By Matthew Frank, 3-12-08
The investment bank Credit Suisse started foreclosure proceedings against Tamarack Resort Tuesday with a lawsuit filed in district court in Valley County, Idaho.
The bank claims the upscale resort defaulted on its $250 million loan. The suit comes in the wake of the resort’s majority owners’ Chapter 11 bankruptcy filing last month.
Tamarack CEO Jean-Pierre Boespflug said in statement that the move was anticipated and will give the resort time to “either refinance, add a partner with additional financing or sell the resort to a suitable buyer capable of managing the asset with the continued interest of the community in mind.”
The possibility of selling the resort outright hadn’t been broached publicly until today.
“A lot of things are on the table,” said Tamarack public relations consultant Jessica Flynn. “There has been multiple interested investors and financial partners.”
Resort operations will continue, though Flynn said the resort may cut back its services during the typically slower end-of-winter and end-of-summer seasons.
Tamarack Resort owes more than $300 million to lenders and international banks, including about $262 million to Credit Suisse, and its majority owners filed for bankruptcy protection in the U.S. Bankruptcy Court in Boise February 15.
The two companies named in the bankruptcy filings are VPG Investments, Inc. and Cross Atlantic Real Estate, LLC, which own 27 and 48 percent of Tamarack Resort shares respectively. Boespflug owns Cross Atlantic Real Estate, and VPG is owned by Mexican businessman and resort co-founder Alfredo Miguel Afif.
The resort was counting on a $118 million dollar loan from the French bank Société Générale, Boespflug said, but the financing fell through. Société Générale suffered the loss of some $7 billion in a trading scandal.
If the companies hadn’t filed, Credit Suisse could have ended up with 75 percent ownership of the resort, and been “able to sell the company to whoever it wants,” Boespflug said.
The resort, which features skiing, golf, and numerous other activities as well as a wide variety of high-end real estate offerings, opened in 2004 after Afif and Boespflug took over a controversial and long-stalled ski resort project. It billed itself as the first new ski resort to be built in the United States in more than two decades. In 2006 Tamarack released a press statement touting a new financial plan allowing resort managers to borrow up to $250 million from a Credit Suisse fund.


*TO DO*. Make a verbatim copy of the entries below; pictures stay out.

[Website and app data records]
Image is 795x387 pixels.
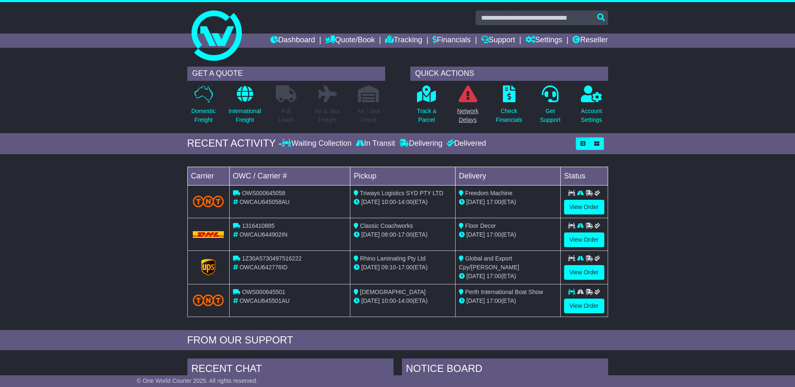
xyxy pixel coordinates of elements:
a: AccountSettings [580,85,602,129]
p: Get Support [539,107,560,124]
span: Global and Export Cpy/[PERSON_NAME] [459,255,519,271]
span: 10:00 [381,297,396,304]
span: 17:00 [486,199,501,205]
div: - (ETA) [353,198,451,206]
a: InternationalFreight [228,85,261,129]
div: In Transit [353,139,397,148]
span: 09:10 [381,264,396,271]
p: Domestic Freight [191,107,215,124]
span: [DATE] [466,231,485,238]
div: Delivered [444,139,486,148]
span: [DATE] [361,297,379,304]
td: Carrier [187,167,229,185]
a: Track aParcel [416,85,436,129]
p: Air & Sea Freight [315,107,340,124]
span: Triways Logistics SYD PTY LTD [360,190,443,196]
span: OWCAU645058AU [239,199,289,205]
span: 10:00 [381,199,396,205]
a: Dashboard [270,34,315,48]
span: 17:00 [486,273,501,279]
div: Delivering [397,139,444,148]
a: NetworkDelays [456,85,478,129]
a: View Order [564,299,604,313]
span: 17:00 [486,231,501,238]
div: RECENT CHAT [187,359,393,381]
p: Track a Parcel [417,107,436,124]
span: [DATE] [466,297,485,304]
a: Support [481,34,515,48]
span: [DATE] [361,199,379,205]
p: Account Settings [580,107,602,124]
span: © One World Courier 2025. All rights reserved. [137,377,258,384]
td: Status [560,167,607,185]
span: Classic Coachworks [360,222,413,229]
span: 14:00 [398,199,413,205]
span: [DATE] [466,273,485,279]
img: DHL.png [193,231,224,238]
span: 17:00 [486,297,501,304]
a: View Order [564,232,604,247]
p: International Freight [229,107,261,124]
span: OWCAU642776ID [239,264,287,271]
div: FROM OUR SUPPORT [187,334,608,346]
a: GetSupport [539,85,560,129]
div: (ETA) [459,272,557,281]
p: Full Loads [276,107,297,124]
div: - (ETA) [353,263,451,272]
a: DomesticFreight [191,85,216,129]
div: RECENT ACTIVITY - [187,137,282,150]
a: Settings [525,34,562,48]
span: Rhino Laminating Pty Ltd [360,255,425,262]
span: OWCAU645501AU [239,297,289,304]
img: TNT_Domestic.png [193,294,224,306]
span: 1316410885 [242,222,274,229]
span: [DATE] [361,264,379,271]
a: Tracking [385,34,422,48]
a: View Order [564,200,604,214]
td: Delivery [455,167,560,185]
span: 17:00 [398,231,413,238]
span: OWS000645501 [242,289,285,295]
span: 08:00 [381,231,396,238]
div: Waiting Collection [281,139,353,148]
p: Check Financials [495,107,522,124]
span: Freedom Machine [465,190,512,196]
p: Network Delays [457,107,478,124]
div: QUICK ACTIONS [410,67,608,81]
span: 14:00 [398,297,413,304]
a: Financials [432,34,470,48]
span: Floor Decor [465,222,495,229]
span: [DEMOGRAPHIC_DATA] [360,289,426,295]
div: (ETA) [459,230,557,239]
td: OWC / Carrier # [229,167,350,185]
td: Pickup [350,167,455,185]
a: Reseller [572,34,607,48]
p: Air / Sea Depot [357,107,380,124]
span: 1Z30A5730497516222 [242,255,301,262]
img: GetCarrierServiceLogo [201,259,215,276]
span: [DATE] [361,231,379,238]
div: - (ETA) [353,297,451,305]
span: OWS000645058 [242,190,285,196]
a: CheckFinancials [495,85,522,129]
img: TNT_Domestic.png [193,196,224,207]
div: - (ETA) [353,230,451,239]
div: NOTICE BOARD [402,359,608,381]
span: Perth International Boat Show [465,289,543,295]
span: 17:00 [398,264,413,271]
div: (ETA) [459,198,557,206]
div: GET A QUOTE [187,67,385,81]
span: OWCAU644902IN [239,231,287,238]
div: (ETA) [459,297,557,305]
a: View Order [564,265,604,280]
span: [DATE] [466,199,485,205]
a: Quote/Book [325,34,374,48]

*RESPONSE*.
Image is 795x387 pixels.
xyxy pixel coordinates of elements:
a: AccountSettings [580,85,602,129]
p: Get Support [539,107,560,124]
span: Global and Export Cpy/[PERSON_NAME] [459,255,519,271]
span: 10:00 [381,297,396,304]
span: 17:00 [486,199,501,205]
div: - (ETA) [353,198,451,206]
a: InternationalFreight [228,85,261,129]
div: In Transit [353,139,397,148]
span: 09:10 [381,264,396,271]
p: Domestic Freight [191,107,215,124]
span: [DATE] [466,231,485,238]
div: Delivered [444,139,486,148]
span: [DATE] [361,297,379,304]
td: Carrier [187,167,229,185]
a: Track aParcel [416,85,436,129]
p: Air & Sea Freight [315,107,340,124]
span: Triways Logistics SYD PTY LTD [360,190,443,196]
span: OWCAU645058AU [239,199,289,205]
span: 10:00 [381,199,396,205]
a: Dashboard [270,34,315,48]
span: 17:00 [486,273,501,279]
div: Delivering [397,139,444,148]
a: NetworkDelays [456,85,478,129]
a: View Order [564,299,604,313]
span: 17:00 [486,231,501,238]
div: RECENT CHAT [187,359,393,381]
p: Track a Parcel [417,107,436,124]
span: [DATE] [466,297,485,304]
a: Support [481,34,515,48]
span: [DATE] [361,199,379,205]
p: Account Settings [580,107,602,124]
span: © One World Courier 2025. All rights reserved. [137,377,258,384]
td: Status [560,167,607,185]
span: Classic Coachworks [360,222,413,229]
span: 14:00 [398,199,413,205]
span: [DATE] [466,273,485,279]
img: DHL.png [193,231,224,238]
span: 17:00 [486,297,501,304]
a: View Order [564,232,604,247]
p: International Freight [229,107,261,124]
span: OWCAU642776ID [239,264,287,271]
div: FROM OUR SUPPORT [187,334,608,346]
a: GetSupport [539,85,560,129]
div: (ETA) [459,272,557,281]
p: Full Loads [276,107,297,124]
div: - (ETA) [353,263,451,272]
a: DomesticFreight [191,85,216,129]
div: RECENT ACTIVITY - [187,137,282,150]
a: Settings [525,34,562,48]
span: Rhino Laminating Pty Ltd [360,255,425,262]
span: OWCAU645501AU [239,297,289,304]
img: TNT_Domestic.png [193,294,224,306]
span: 1316410885 [242,222,274,229]
span: [DATE] [361,264,379,271]
a: Tracking [385,34,422,48]
a: View Order [564,200,604,214]
td: Delivery [455,167,560,185]
span: 17:00 [398,231,413,238]
span: OWS000645501 [242,289,285,295]
span: 08:00 [381,231,396,238]
div: Waiting Collection [281,139,353,148]
p: Check Financials [495,107,522,124]
span: Freedom Machine [465,190,512,196]
p: Network Delays [457,107,478,124]
div: QUICK ACTIONS [410,67,608,81]
span: 14:00 [398,297,413,304]
a: Financials [432,34,470,48]
span: Floor Decor [465,222,495,229]
span: [DEMOGRAPHIC_DATA] [360,289,426,295]
div: (ETA) [459,230,557,239]
td: OWC / Carrier # [229,167,350,185]
td: Pickup [350,167,455,185]
a: Reseller [572,34,607,48]
p: Air / Sea Depot [357,107,380,124]
span: 1Z30A5730497516222 [242,255,301,262]
img: GetCarrierServiceLogo [201,259,215,276]
span: [DATE] [361,231,379,238]
div: - (ETA) [353,297,451,305]
span: OWS000645058 [242,190,285,196]
a: CheckFinancials [495,85,522,129]
img: TNT_Domestic.png [193,196,224,207]
div: - (ETA) [353,230,451,239]
div: NOTICE BOARD [402,359,608,381]
span: Perth International Boat Show [465,289,543,295]
span: 17:00 [398,264,413,271]
div: (ETA) [459,198,557,206]
div: GET A QUOTE [187,67,385,81]
span: OWCAU644902IN [239,231,287,238]
div: (ETA) [459,297,557,305]
a: View Order [564,265,604,280]
span: [DATE] [466,199,485,205]
a: Quote/Book [325,34,374,48]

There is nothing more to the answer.